A patchwork of countries, a patchwork of retail media offerings
While big players like Walmart and Amazon dominate the retail media space in the U.S., the picture is more fragmented in Europe. Knapp lists a few examples: In the Netherlands, Amazon isn’t as strong as homegrown platform Bol.com; in Poland, Allegro commands 80 percent of the market; and in Spain, only in the last two years has Amazon emerged as a big player.

But the complexity of the European retail media landscape extends even to retailers themselves: France’s Carrefour operates in seven European countries but only has retail media offerings in four of them, says Laura Badea, commerce partner at Wavemaker in London.

Furthermore, some of the largest players by addressable market sit in continental Europe — not in the U.K. Germany’s Zalando, a fashion retailer, and Otto, a retail chain, lead the way in online gross merchandise value (GMV), while British retailers are barely cracking the top 5, with France’s Casino Group sitting above Tesco, based on data shared with The Current by IAB Europe.

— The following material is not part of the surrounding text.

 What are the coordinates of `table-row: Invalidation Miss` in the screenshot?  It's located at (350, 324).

Badea believes U.K. retailers are more mature than most of their continental counterparts. Meanwhile, Knapp acknowledges that while there is more “innovation pressure to find new audiences and new sources of inventory” in the U.K., continental European retailers are not too far behind.

Otto managing director Torsten Ahlers quipped that “retailers are becoming media companies” as far back as 2018. Indeed, many European companies — like Bol.com parent Ahold Delhaize, retail chain Otto, and German beauty retailer Douglas — already have their own retail media offerings.

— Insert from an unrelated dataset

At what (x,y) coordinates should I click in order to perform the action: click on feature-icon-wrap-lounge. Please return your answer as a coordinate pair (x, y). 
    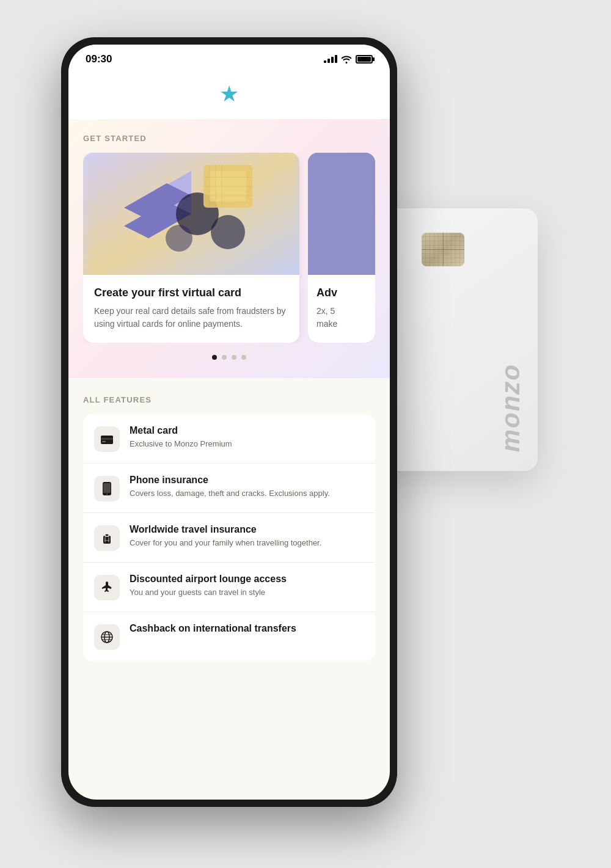
    Looking at the image, I should click on (107, 588).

Of course, no conversation about retail media in Europe would be complete without mention of Schwarz Group, the behemoth behind discount chain Lidl, which launched its retail media offering last year. Rewe, another large German grocery chain, and OBI, a DIY chain active in Eastern Europe, also joined the fray in recent years.

Untapped opportunity for retail media in Europe
A lack of standardization and visibility into retailers’ media operations is likely to hamper the development of retail media in Europe, says Knapp, since most large European retailers are privately held, giving would-be partners limited access to performance data.

The biggest growth area is likely to come in the form of the monetization of off-site inventory instead of on-site websites and apps. “Post-pandemic, the number of eyeballs which are coming to the retailer sites is not growing exponentially anymore. CPMs [costs per mille] are already quite high. The real opportunity is to take the retailer data and use it to build full-funnel campaigns, to run programmatic campaigns, CTV [connected TV] campaigns,” says Knapp.

For now, even though there is a push to homogenize the European retail media landscape, the continent remains fragmented. “Particularly when they’re in markets like Italy, where there’s a strong north–south divide, where you have a very different urban structure to some other markets, retailers [and advertisers] need to design business plans very carefully, often city by city and not country by country, to unlock the opportunities in retail media,” adds Knapp.